20 Dec 2011

Cover To Cover: UNCANNY X-FORCE #18


UNCANNY X-FORCE #18
Writer: Rick Remender
Art: Jerome Opeña, Esad Ribic & Dean White
Marvel $3.99

Stewart R: We’re a day before the new comics hit the stands, and even a new Uncanny X-Force comic will be amongst their number, but I couldn’t let us reach the new delivery without explaining why Rick Remender’s title made it into my ‘Book of the Week’ slot in that right hand column. As always I will keep this as SPOILER FREE as possible as I suspect many more of you will be picking this up in a monthly collection or perhaps trade hard/paperback form in the coming months...and well you should!

It certainly wasn’t for that glossy black plastic covering, though it did play a very small part. Sometimes I do feel that the polybagged delivery of a comic is just a gimic - honestly, how many digital codes are Marvel expecting to be stolen from copies of Avenging Spider-Man sat on the shelves? Sometimes however, sheathing the comic adds an extra level of excitement to an experience you were already expecting to be exhilarating and in this instance I thought it made more of a statement about this issue marking the end of things started nearly two years ago in #1.

Nearly all ongoing, long-running superhero titles tend to end each issue with some sort of punctuated, cliffhanger moment and they’ve been present in Uncanny X-Force through the run so far, not least in UXF #17 which paused moments before the the love-triangle battle that many of us had been anticipating for months. What I’ve enjoyed about this particular title is that the beginning pages of the following issues normally shift the focus elsewhere to another thread of the story rather than sating our appetites straight out of the blocks. Here, Remender chooses to flick back to the brilliant battle of the elemental forces from the Age of Apocalypse as the ‘alternate’ Sunfire and Iceman wage their ongoing battle across three simple, uniform panels. This is followed by a brilliant scene involving the currently mind-controlled Deathlok fighting the brainwashing of War with some brilliant reasoning.
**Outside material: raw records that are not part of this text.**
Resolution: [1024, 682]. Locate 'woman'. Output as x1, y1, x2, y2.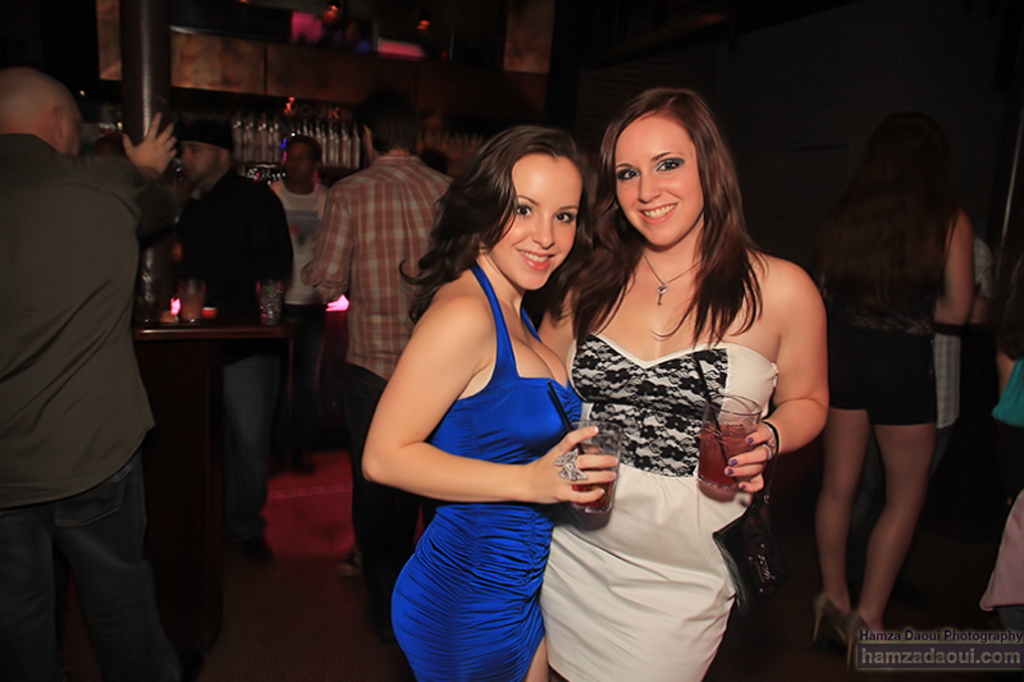
809, 113, 975, 651.
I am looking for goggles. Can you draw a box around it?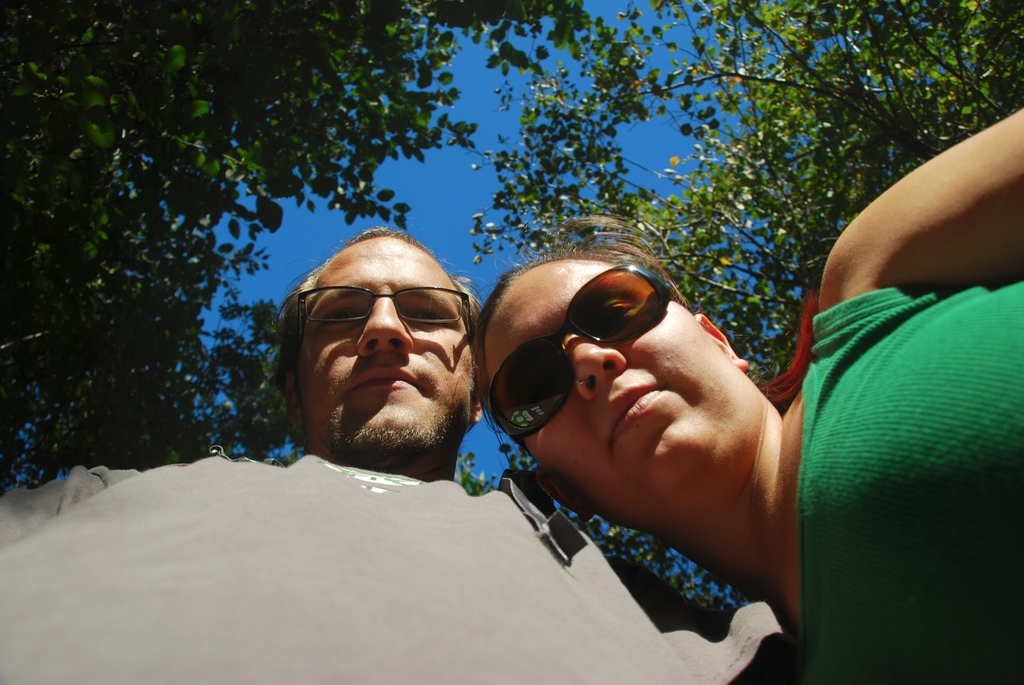
Sure, the bounding box is 492,271,675,427.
It’s then that we get to the proper ‘nitty-gritty’ of the fight that we paid the entrance fee for and it couldn’t be better. Opeña’s illustration of the deadly scuffle is succinct but for me the conflict was elevated by the psychological baiting and blocking that takes place between Archangel and Fantomex who are fighting over the future of the world while using their relationships with Psylocke as the ammunition. It’s evident that it’s a fight in which no one can possibly be a real winner and that’s where it really grips you; you’re waiting to see just how badly each character loses and whether any small glimmer of happiness is in store for the conflicted threesome.
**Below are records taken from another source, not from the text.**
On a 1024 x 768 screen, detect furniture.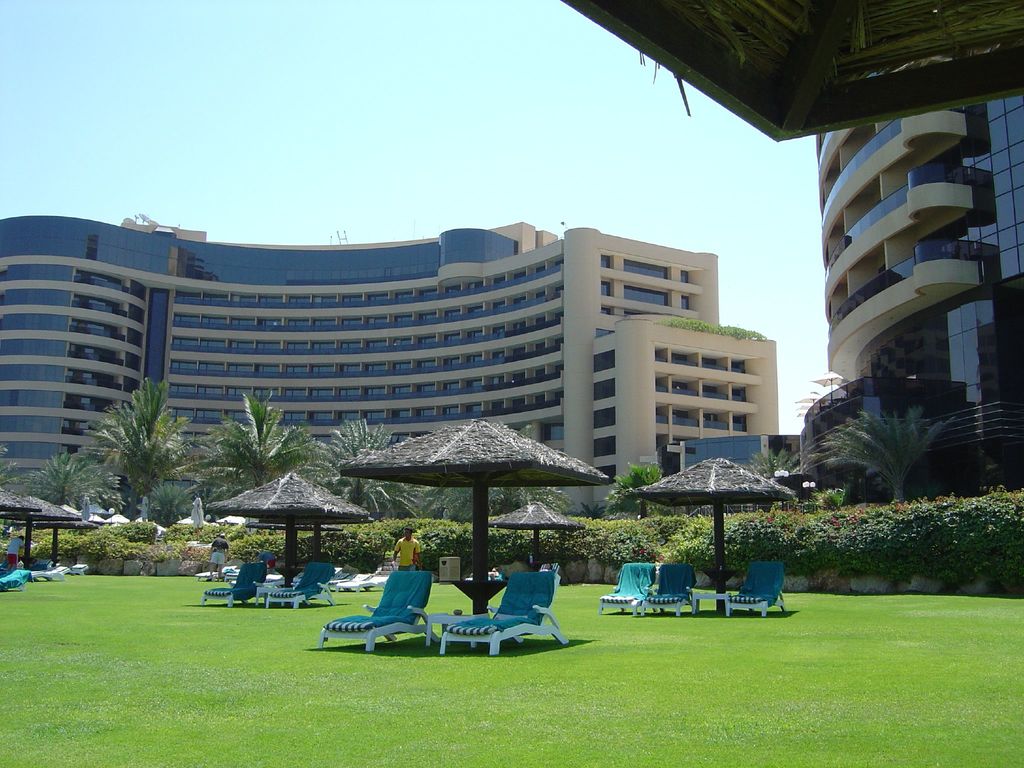
425,611,470,648.
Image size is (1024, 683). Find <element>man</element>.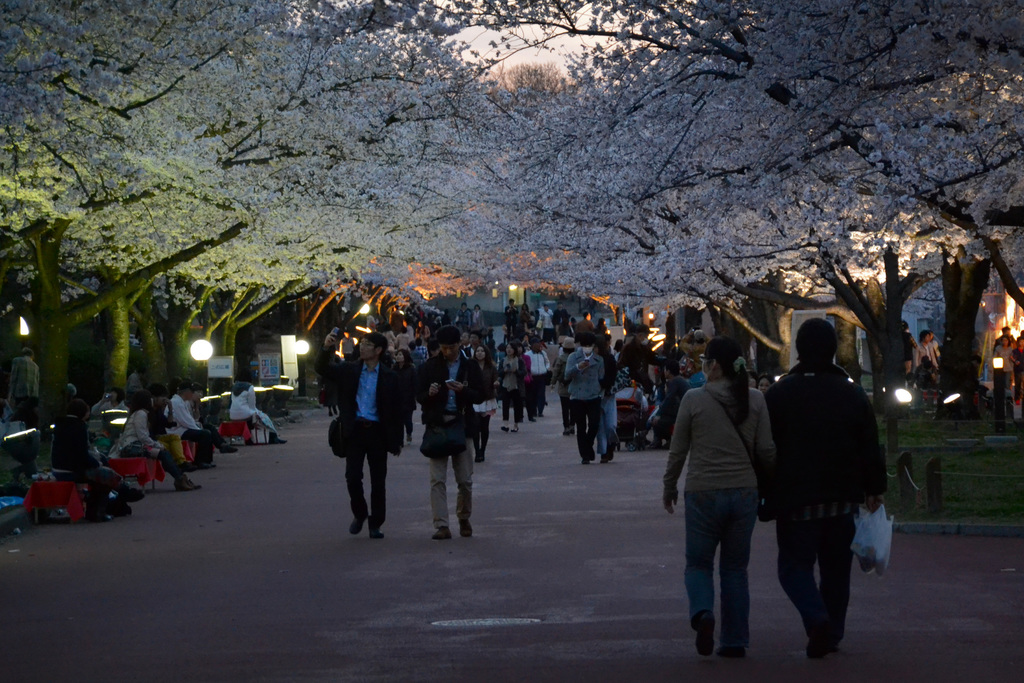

Page after page you turn and more and more story hits you in the face, with Remender looking back to plot threads left hidden since the earlier arcs now laid bare, while also looking forward with equally troubling revelations that will surely vex this team in the years - by the gods of Asgard I’m hoping this writer remains with this title for that long - to come. When the surprises do pop out of the woodwork - there is a nice nod to a competing publishers ‘golden boy’ which made me offer up a wry smile - Opeña really gets to cut loose with his cinematic action stylings and I love the way that we get to catch small glimpses of wonder in the surroundings that make up the World. I’m not sure a colourist has been mentioned as often and with as much gushing praise as Dean White has been in the past couple of years, but if ever a palette specialist was solely responsible for providing a series with it’s own distinctive atmosphere it’s him. For a team that gets carved up so often (and dishes out the cuts and bullet-holes while they’re at it) White is very careful to use the sanguine rouge at only limited key moments which make them all the more prominent.
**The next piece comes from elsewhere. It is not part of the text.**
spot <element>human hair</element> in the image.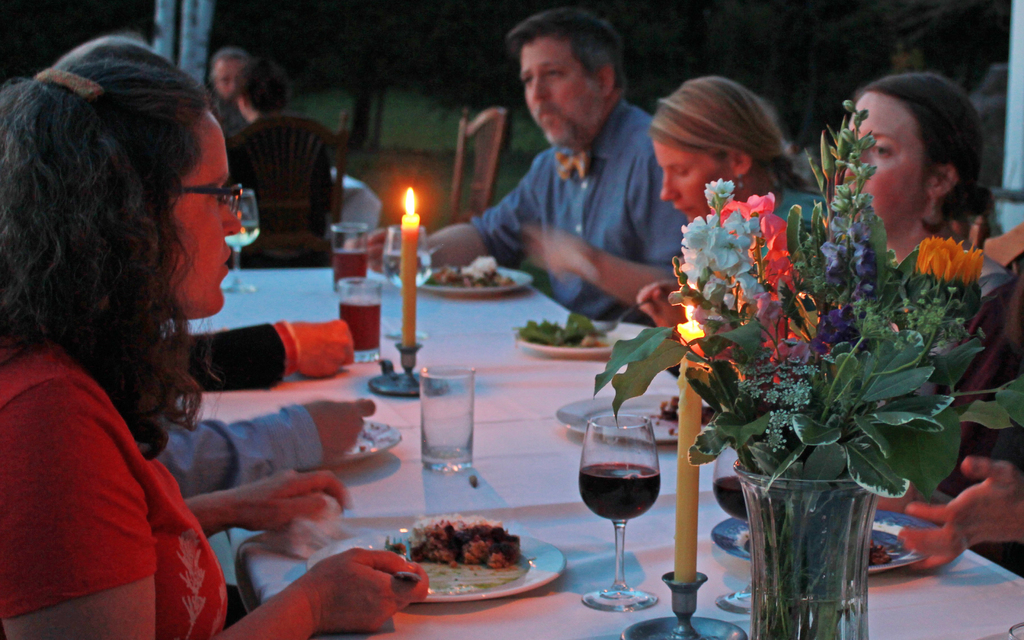
<element>human hair</element> found at (x1=505, y1=6, x2=630, y2=87).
So what about the ending? Well, the last 9 pages really do offer up a little of everything and show the breadth of vision that the creative team have. From the intimate, heartfelt tenderness and remnants of hope that two individuals can find in the darkest of times (including a neat shift tot he art of Esad Ribic), through to the unending resilience that characters unused to being labelled as ‘heroes’ can have to make sure that the job gets done, we witness it all. Put simply, I believe that the first 18 issues of Uncanny X-Force has been one of the very best regular reading experiences I’ve ever had and this last instalment of The Dark Angel Saga is a fitting end to what I can only hope is an early chapter in a veritable tome of tales about this current X-Force embodiment. Essential and unmissable. 10/10

2 comments:

Tom P said...

100% agreed.

Joe T said...

Strongly disagree. I felt this issue was very weak, and it felt rushed. Victim of hype.